Nickei: My inspiration for WHAT? Watching really tough, hot chicks beat the crap out of each other can inspire… lot’s of things… stares off into distance.
Punk Globe: Do you ever go down to the beach and just play while others are surfing?
Buko: I've always wanted to surf but my real passion is snorkeling and building sand castles.
Nickei: I’m with her, I fly right off those boards immediately! Snorkeling way more to my liking. I sure did love it in Maui, that’s for sure. That place rules.
Punk Globe: You have been getting a lot of play on college radio. How did that come about?
Buko: All thanks to Ethan from Savage Republic. He booked us for his HOW TO DESTROY THE UNIVERSE 6 festival at NIMBY. He promoted us on the college radio stations in SF. They still play us which is very gracious of them. And WFMU just contacted us requesting CDs because they heard us on
their sister station, KFJC! But they are independent radio
rather than college radio! It’s so awesome!

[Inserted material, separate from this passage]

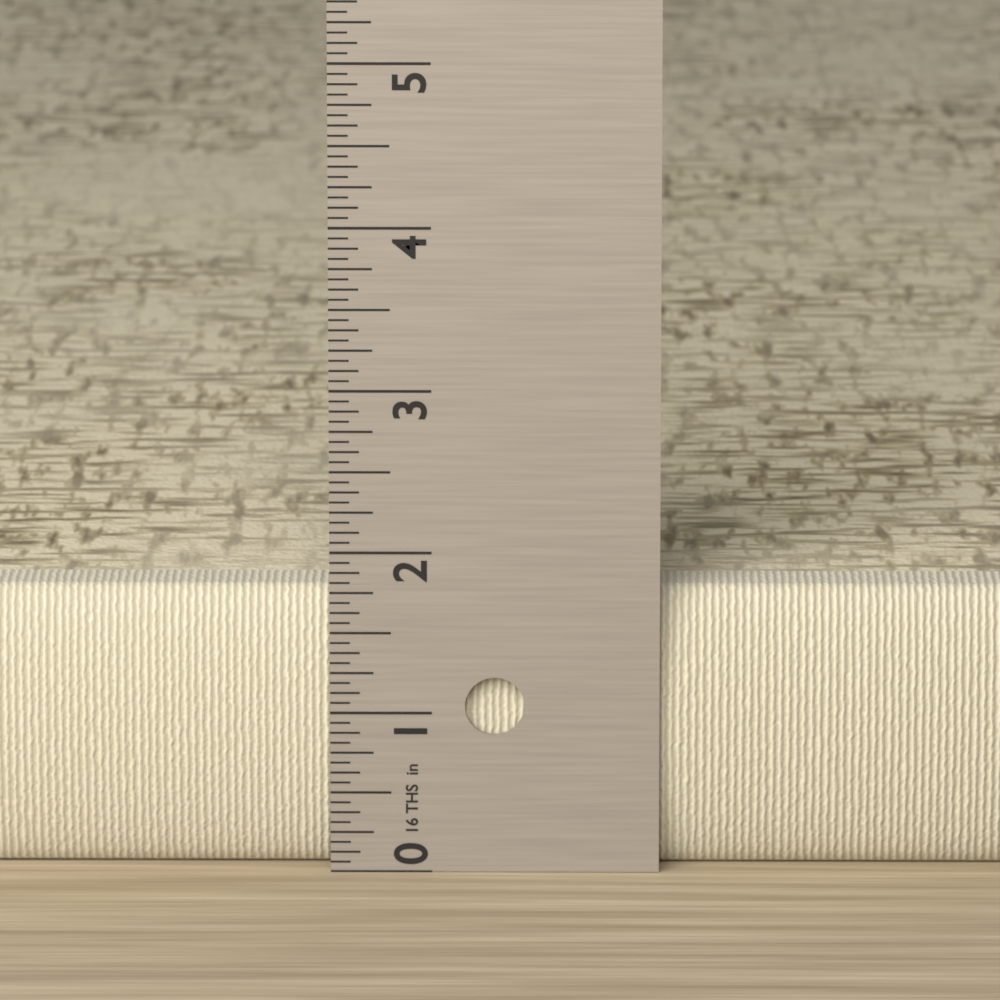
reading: 1.7500 in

Nickei: Well hopefully even MORE of ‘em will play us if we ever mail out these damned CDs. I guess at least we got the mailers, so that’s a start. So far it’s all Ethan and word of mouth. What a great guy. That NIMBY show rocked, Ethan
I don’t care what any stuck-up SF bands thought!
Punk Globe: How would you describe the band and its music
to someone who didn't know anything about it?
Buko: Southeast Asian Disco Surf Punk with a belly dance shimmy.
Nickei: Uh… Bollywood Disco Punk Surf?
Buko: UH! Bollywood Flamenco Surf Disco Punk Metal Pop?
Nickei: Uh! Bollywood Flamenco Surf Punk Disco Belly dance Metal Pop
Buko: and don’t forget Classic Rock, too! Like my Cream reference
in Mo-Rock-o, Morocco with a cream filling!
Nickei: That’s just wrong. But true!
Punk Globe: I hear your music is the inspiration for an upcoming film. Tell the readers about it?
Buko: Huh? First I heard of that. Nicki, do you wanna elaborate?
Nickei: I hope it is! I know there’s a wild card over there at Ransom Pictures
who has some wildly delusional ideas. Not that I’m AGAINST any of his wildly
delusional ideas, mind you. I have ‘em myself!
Punk Globe: What’s next for the band?
Buko: We hope to finish our website and put a new record out by next summer. Hopefully, we can do a CD with a full orchestra which is my dream to have a band of 13 members, including dancers.
Nickei: Pretty much the sky’s the limit. The Swords of Fatima can do whatever it wants. I want to finish the new CD and then go on tour with The Ravonettes. Did I mention I have wildly delusional ideas?
Punk Globe: Where can people find out more on The Swords of Fatima?
Buko: myspace.com/swordsoffatima or Facebook. We have some videos on YouTube our friend Jeremy from Refrigerator Mothers/URuk Records made from one of our live performances. One day I'll get around to putting the website, theswordsoffatima.com
Oh, and we're on itunes, tribe.net and CD Baby.
Nickei: I say just feed ‘em the links:

http://www.facebook.com/pages/The-Swords-of-Fatima/57491311302
http://www.myspace.com/swordsoffatima
http://www.youtube.com/results?search_type=&search_query=swords+of+fatima&aq=f
http://www.stickam.com/theswordsoffatima
http://cdbaby.com/cd/swordsoffatima

Buko and Nickei: EEKA EEKA BOOM BOOM!